I pointed to the Anne Frank quote. He explained, “It just felt really appropriate with everything that’s going on right now. It’s scary. History doesn’t repeat itself, but it certainly does rhyme right now.”

I asked his opinion on whether patriotism can be, or should be, a part of the conversation moving forward. “I think liberals and progressives should take loving your country and patriotism back. I like that people have flags out here. It shouldn’t just be in the domain of right-wingers and quote-unquote Patriots.”

In Chris’s group, a woman named Kirsten spoke up. “Blind obedience as patriotism versus criticism of the government. You can be a patriot and also hold your government accountable.”
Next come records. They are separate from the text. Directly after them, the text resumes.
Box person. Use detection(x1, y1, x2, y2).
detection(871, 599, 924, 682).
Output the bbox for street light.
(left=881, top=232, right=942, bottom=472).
Chris continued. “Not blind nationalism, but truly loving your country. Loving the immigrants that everyone has made this country what it is, loving it for what it is. And not some made-up ideal of what it used to be in the 50s or 60s.”

Chris went on to speak of the alienation within his family owing to differing views on the condition of U.S. civic life. “I feel like they’re strangers and I can’t even talk to them. My sister had a 30-night vigil for Charlie Kirk. I don’t want anyone to die by gun violence, but there hasn’t been a peep for this woman, Renee Good, on her social media or anywhere. It’s so obvious from the outside. There’s so much hypocrisy to it.”

Kristen said her primary focus is on “The division amongst the people, because I think the more divided the people are, the stronger the government becomes, and they rely on that. And so the weaving of these alternate realities is something that scares me. How we have one group of people watching one set of news media and another group of people watching another set of news. How are we as a country supposed to grow and love thy neighbor when we are literally living with different realities in our heads? The government is gaining power, the executive branch, especially, is gaining power at what feels to be a very quick pace. I’m hoping that we can help bridge the divide and agree on a singular, truthful reality.”

Denuncia Faverelli, a woman holding a sign depicting Donald Trump and JD Vance in Nazi uniforms, from a series of artworks called The Turd Reich.

Faverelli spoke confidently about what steps she wants to see the U.S. take to move in a positive direction. “We have to impeach Kristi Nome and, of course, Trump, but I think that is not going to happen anytime soon. So I’m hoping that the Republicans will come across the aisle with the Democrats to start doing something. For them to grow a spine, because I think they were hoping to benefit more, but I think they’re seeing a lot of their constituency getting really upset with the Epstein files, for example. I think what’s really galvanizing is the murder, the execution of Renee Good.”

Faverelli added, “We’re losing our democracy. I became a citizen in 1986. My parents and grandparents experienced the Nazis and the Bolshevik Revolution. My grandparents were on the streets when the soldiers were marching, and my mom was in Siberia because she was in the eastern side of Poland when Russia took that side. It’s unfathomable to me. And before my father died, close to 100, he recognized that in Putin when he came to power. And they were saying, ‘Oh, he’s making overtures.’ He was a KGB director; he didn’t lose that background. I just don’t see how people have turned a blind eye to the approach Trump takes with Putin.”

Faverelli stressed, “ICE killed a mom, you know? I think a lot of people can relate to that. Hopefully, no more people have to be killed.”